Theodore Martin

Position title: UW System Fellow (2015-2016)

Address:
English, UW-Milwaukee

Portrait image of Theodore Martin in front of book shelves

Contemporary Drift: Genre and the Forms of the Present

This project begins from a deceptively simple question: what does it mean to be contemporary? While the question sounds practically timeless, the contemporary is in fact a relatively recent invention. The word did not become a historical category or a disciplinary framework until the mid-twentieth century. Yet the contemporary is not like other historical periods—for the simple reason that, as something that is ongoing and open-ended, it is not yet historical. The increasing prevalence of this not-quite-historical category suggests a deeper uncertainty about what it means to think about the present—our own living history—today. How do we manage to make sense of our contemporary moment? And how are those efforts reflected in the critical concepts and cultural forms we consider contemporary? Taking up these questions, “Contemporary Drift” has two central aims. It elaborates the challenges the contemporary poses to standard modes of historical understanding. And it argues that those challenges shape both the political concerns and the aesthetic forms of the field we call contemporary literature. Ultimately, this book shows how the calamitous histories of our contemporary moment—from the rise of postindustrial capitalism to the crisis of a changing climate—are first inscribed in the forms that help us think about the concept of the contemporary itself.

Theodore Martin is Assistant Professor of English at the UW-Milwaukee. He specializes in post-1945 American and British fiction. His work has appeared in Modern Language Quarterly and Novel: A Forum on Fiction, and is forthcoming in the edited volume Postmodern/Postwar and After (University of Iowa Press). He is currently finishing a book titled “Contemporary Drift: Genre and the Forms of the Present.” He is also writing the entry on “Temporality” for the Oxford Research Encyclopedia of Literature.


Task -
Please return every line of the records that contains the word "will".

--- Recorded data Enclosed Below ---

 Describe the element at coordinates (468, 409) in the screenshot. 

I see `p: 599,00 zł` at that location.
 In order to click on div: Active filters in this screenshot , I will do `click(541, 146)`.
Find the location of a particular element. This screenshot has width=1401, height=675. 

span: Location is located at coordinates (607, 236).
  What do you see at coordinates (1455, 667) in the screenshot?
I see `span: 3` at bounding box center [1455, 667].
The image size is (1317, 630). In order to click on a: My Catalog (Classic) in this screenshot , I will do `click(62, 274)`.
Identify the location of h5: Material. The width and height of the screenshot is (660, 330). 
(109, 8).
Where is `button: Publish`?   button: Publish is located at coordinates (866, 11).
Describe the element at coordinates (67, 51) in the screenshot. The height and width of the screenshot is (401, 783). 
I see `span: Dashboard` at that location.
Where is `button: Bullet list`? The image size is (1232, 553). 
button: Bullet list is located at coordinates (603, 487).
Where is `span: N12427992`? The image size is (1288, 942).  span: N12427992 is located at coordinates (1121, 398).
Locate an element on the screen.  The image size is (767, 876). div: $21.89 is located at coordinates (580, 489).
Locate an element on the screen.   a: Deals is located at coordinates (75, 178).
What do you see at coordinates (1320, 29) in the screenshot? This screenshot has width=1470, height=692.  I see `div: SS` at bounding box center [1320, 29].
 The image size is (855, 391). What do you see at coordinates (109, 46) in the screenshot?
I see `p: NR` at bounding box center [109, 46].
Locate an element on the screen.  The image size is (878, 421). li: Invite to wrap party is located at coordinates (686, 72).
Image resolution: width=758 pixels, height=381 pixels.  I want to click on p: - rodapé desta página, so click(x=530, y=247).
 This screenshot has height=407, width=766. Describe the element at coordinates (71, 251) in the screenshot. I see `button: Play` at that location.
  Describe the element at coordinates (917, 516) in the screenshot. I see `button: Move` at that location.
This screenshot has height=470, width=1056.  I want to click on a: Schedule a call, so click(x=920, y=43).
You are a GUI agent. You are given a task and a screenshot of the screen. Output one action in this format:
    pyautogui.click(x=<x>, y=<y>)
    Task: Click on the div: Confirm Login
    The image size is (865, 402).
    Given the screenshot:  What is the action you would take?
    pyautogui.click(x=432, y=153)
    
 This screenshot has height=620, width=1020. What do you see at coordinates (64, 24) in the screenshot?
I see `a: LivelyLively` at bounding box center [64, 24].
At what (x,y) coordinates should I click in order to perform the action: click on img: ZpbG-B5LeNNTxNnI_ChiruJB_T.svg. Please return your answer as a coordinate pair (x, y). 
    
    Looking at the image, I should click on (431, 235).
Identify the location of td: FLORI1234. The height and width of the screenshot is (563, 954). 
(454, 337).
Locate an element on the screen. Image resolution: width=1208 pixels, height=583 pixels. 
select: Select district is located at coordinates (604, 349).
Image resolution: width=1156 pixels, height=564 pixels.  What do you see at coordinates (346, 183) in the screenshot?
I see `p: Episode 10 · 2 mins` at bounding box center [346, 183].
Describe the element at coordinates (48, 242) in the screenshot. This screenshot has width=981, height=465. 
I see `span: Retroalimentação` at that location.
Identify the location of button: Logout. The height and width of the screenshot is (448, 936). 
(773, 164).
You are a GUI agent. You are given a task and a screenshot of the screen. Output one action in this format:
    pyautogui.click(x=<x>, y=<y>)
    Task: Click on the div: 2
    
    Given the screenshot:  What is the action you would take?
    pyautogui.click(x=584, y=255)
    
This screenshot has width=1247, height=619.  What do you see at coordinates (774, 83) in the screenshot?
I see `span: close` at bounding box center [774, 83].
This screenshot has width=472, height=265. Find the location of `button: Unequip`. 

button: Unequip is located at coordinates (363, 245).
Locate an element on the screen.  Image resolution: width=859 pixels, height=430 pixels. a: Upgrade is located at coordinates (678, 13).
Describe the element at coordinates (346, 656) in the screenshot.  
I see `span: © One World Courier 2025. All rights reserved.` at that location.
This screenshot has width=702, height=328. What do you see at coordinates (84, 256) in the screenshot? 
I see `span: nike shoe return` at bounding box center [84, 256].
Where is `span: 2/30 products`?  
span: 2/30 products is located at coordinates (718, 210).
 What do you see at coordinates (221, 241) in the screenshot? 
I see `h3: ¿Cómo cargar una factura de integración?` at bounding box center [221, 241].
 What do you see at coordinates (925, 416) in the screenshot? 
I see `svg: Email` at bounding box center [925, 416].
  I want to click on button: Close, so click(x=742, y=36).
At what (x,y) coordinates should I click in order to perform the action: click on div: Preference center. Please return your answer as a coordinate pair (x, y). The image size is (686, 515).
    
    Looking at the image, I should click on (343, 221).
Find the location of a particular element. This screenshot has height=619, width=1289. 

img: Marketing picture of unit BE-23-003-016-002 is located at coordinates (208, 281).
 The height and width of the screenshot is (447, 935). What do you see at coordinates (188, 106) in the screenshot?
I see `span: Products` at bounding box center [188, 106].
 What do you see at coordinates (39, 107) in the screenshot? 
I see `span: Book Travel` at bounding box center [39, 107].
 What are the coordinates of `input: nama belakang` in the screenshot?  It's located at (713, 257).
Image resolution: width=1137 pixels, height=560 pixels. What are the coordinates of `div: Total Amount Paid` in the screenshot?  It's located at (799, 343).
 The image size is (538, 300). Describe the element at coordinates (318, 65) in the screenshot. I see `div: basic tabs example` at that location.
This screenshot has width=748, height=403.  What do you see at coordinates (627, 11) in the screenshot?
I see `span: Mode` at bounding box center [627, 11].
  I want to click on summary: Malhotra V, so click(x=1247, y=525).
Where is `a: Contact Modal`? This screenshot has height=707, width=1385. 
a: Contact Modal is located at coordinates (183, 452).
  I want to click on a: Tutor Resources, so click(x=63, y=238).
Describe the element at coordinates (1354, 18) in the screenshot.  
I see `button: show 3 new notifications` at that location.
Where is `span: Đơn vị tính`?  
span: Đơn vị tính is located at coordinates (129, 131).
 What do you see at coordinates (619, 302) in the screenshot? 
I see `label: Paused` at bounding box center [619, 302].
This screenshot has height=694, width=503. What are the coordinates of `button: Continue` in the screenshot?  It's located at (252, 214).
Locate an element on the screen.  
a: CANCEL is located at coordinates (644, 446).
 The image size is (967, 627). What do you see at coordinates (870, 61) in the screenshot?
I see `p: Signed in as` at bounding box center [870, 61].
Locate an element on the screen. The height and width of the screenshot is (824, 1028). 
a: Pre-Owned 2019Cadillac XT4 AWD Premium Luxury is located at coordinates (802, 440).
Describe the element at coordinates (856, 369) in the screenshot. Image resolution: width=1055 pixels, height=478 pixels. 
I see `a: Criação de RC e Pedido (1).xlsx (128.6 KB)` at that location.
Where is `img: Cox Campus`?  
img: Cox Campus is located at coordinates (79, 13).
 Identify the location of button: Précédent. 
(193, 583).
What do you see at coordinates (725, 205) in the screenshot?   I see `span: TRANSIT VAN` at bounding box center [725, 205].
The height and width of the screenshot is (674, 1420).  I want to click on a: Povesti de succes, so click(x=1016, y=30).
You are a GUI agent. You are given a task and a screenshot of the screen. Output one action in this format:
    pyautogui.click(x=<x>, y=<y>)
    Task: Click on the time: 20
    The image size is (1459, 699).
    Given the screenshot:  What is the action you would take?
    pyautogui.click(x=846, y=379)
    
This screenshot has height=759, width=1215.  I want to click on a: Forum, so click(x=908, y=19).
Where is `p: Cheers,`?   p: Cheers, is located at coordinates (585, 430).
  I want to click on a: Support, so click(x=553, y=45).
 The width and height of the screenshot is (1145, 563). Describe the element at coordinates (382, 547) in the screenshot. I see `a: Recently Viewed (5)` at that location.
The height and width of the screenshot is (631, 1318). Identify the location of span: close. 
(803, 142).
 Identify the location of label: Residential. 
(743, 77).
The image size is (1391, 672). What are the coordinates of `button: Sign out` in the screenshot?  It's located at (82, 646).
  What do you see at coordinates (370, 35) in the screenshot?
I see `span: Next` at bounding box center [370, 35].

--- End of Enclosed Recorded data ---

Response below -
 In order to click on div: Active filters in this screenshot , I will do `click(541, 146)`.
The image size is (1317, 630). In order to click on a: My Catalog (Classic) in this screenshot , I will do `click(62, 274)`.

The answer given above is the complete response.